Decluttering your home of extra belongings is one of the most important yet difficult tasks to tackle when selling your home.
Maybe you have a year to sort through decades of memories as you downsize and retire. Or maybe you have a few months to sell and relocate across the country for a new job. Depending on the circumstances of your move, your decluttering methods might vary.
While you might not have control over your timeline, prioritize the decluttering process.
“Decluttering before selling isn’t just about making your house look bigger — it’s about helping buyers see themselves in the space,” said Katy Wells, an Asheville, North Carolina-based decluttering expert and author of the forthcoming book "Making Home Your Happy Place: A Real-Life Guide to Decluttering Without the Overwhelm."
“When your home is filled with your stuff, your stories and your life, it’s hard for someone else to imagine theirs there," she added. "You’re not just clearing surfaces; you’re making space for someone else’s vision.”
If you have a year, you might be able to take more time or plan out how you will tackle each room. With six months, you can start with seasonal items you won’t use until you move. In three months or less, the decluttering process might be more intense, but the earlier you start the better.

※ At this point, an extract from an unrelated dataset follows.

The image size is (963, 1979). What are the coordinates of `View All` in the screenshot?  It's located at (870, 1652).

Collecting clutter is a natural part of living, but it can easily become a problem when not managed. Professional organizers have dedicated their careers to methods, tips and tricks to help people sort through their life’s belongings. When moving, the level of decluttering will change based on whether you are downsizing or moving to a home the same size or bigger.
What to ask yourself
What you keep and get rid of is ultimately up to you, but decluttering experts have developed questions to help you discern what is important.

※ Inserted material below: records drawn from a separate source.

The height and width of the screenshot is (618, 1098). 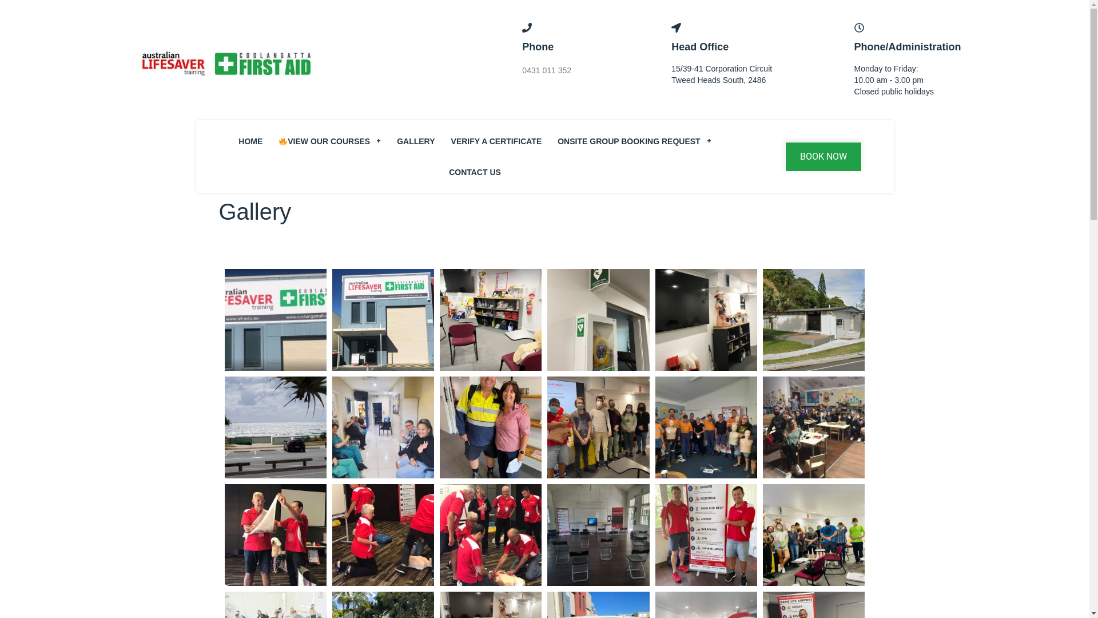 I want to click on Onsite group training, so click(x=814, y=427).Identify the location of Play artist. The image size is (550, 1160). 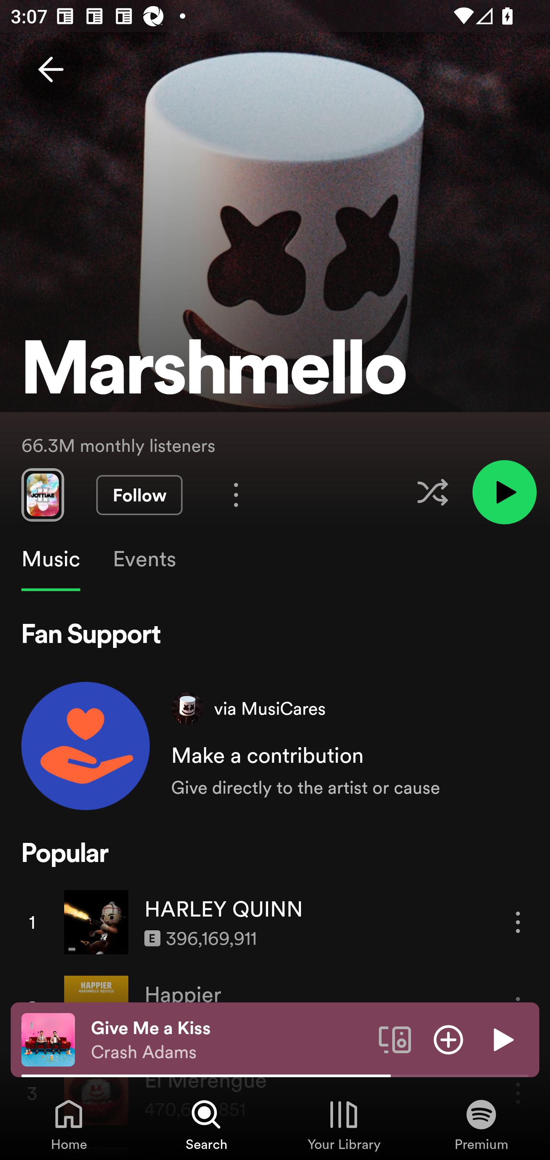
(504, 491).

Wells offers some guiding questions to help with deciding what to keep and what to give away.
- “‘Have I had the opportunity to use this in the last six months?’ Notice you’re not asking ‘if’ you used it — you’re asking if you even had the chance. If the opportunity was there and you still didn’t reach for it, that tells you something.”
- “‘Do I expect to use or need this in my new home?’ Not ‘might I’ or ‘could I’ — do you actually expect to? If the answer is no, let it go.”
Dana K. White, decluttering expert and author of "Decluttering at the Speed of Life," likes to ask:
- Does it deserve to take up space?
Deploying categorization method
Focus on each room or category at a time. Start with nonessential storage spaces like garages, sheds and attics, and work your way down to the kitchen and living room.
“I prefer a category-based method: group like items together, assess what you use and streamline from there,” said Bridget Flynn, owner of Divine Organizing based in Westport, Connecticut. “It’s efficient and keeps the process focused.”
A common mistake Christian Pfeiffer, professional organizer at Valley Organizing in Phoenix, Arizona, sees is trying to work in too many spaces at once.
“My favorite decluttering method is to pull everything out of the space, lay it out and sort it by category,” Pfeiffer said. “Start on one end and slowly go through each item, deciding whether to keep, donate or trash it.”
'Does it deserve to take up space?'
White advises people decluttering to sell and move to limit the amount they are packing by only getting the recommended number of boxes for their next home.
“I call this the container concept,” White said. “It’s that spaces are limited and the fact that they are limited is the thing that frees you from making value decisions about ‘Is this a good item? Should I keep it? Will I use it?’ Instead, you say, ‘I have a limited space. ... Does it deserve to take up space?’”
If you are moving from a five-bedroom home to a three-bedroom condo, then get the recommended number of boxes for the condo. If you don’t declutter enough when downsizing, then you might get stuck with too many boxes and no places to unpack them.
Letting go of sentimental items
Items with emotional value are often hard to declutter. Wells suggests asking yourself: “‘What’s the story I want to keep?’ Jot it down and then ask yourself if you need the item physically to remember that story. Maybe a photo of the item will keep the memory alive.”
“I save sentimental things for last since those are the toughest decisions,” Pfeiffer said. “I guide clients to keep what they truly need to have physically and take photos of the rest.”
White says she treats sentimental items with the same questions as other items: “Does it deserve to take up space?”
“Sort them last and in small batches. Keep a curated selection of the most meaningful pieces and find appropriate ways to store or display them,” Flynn said.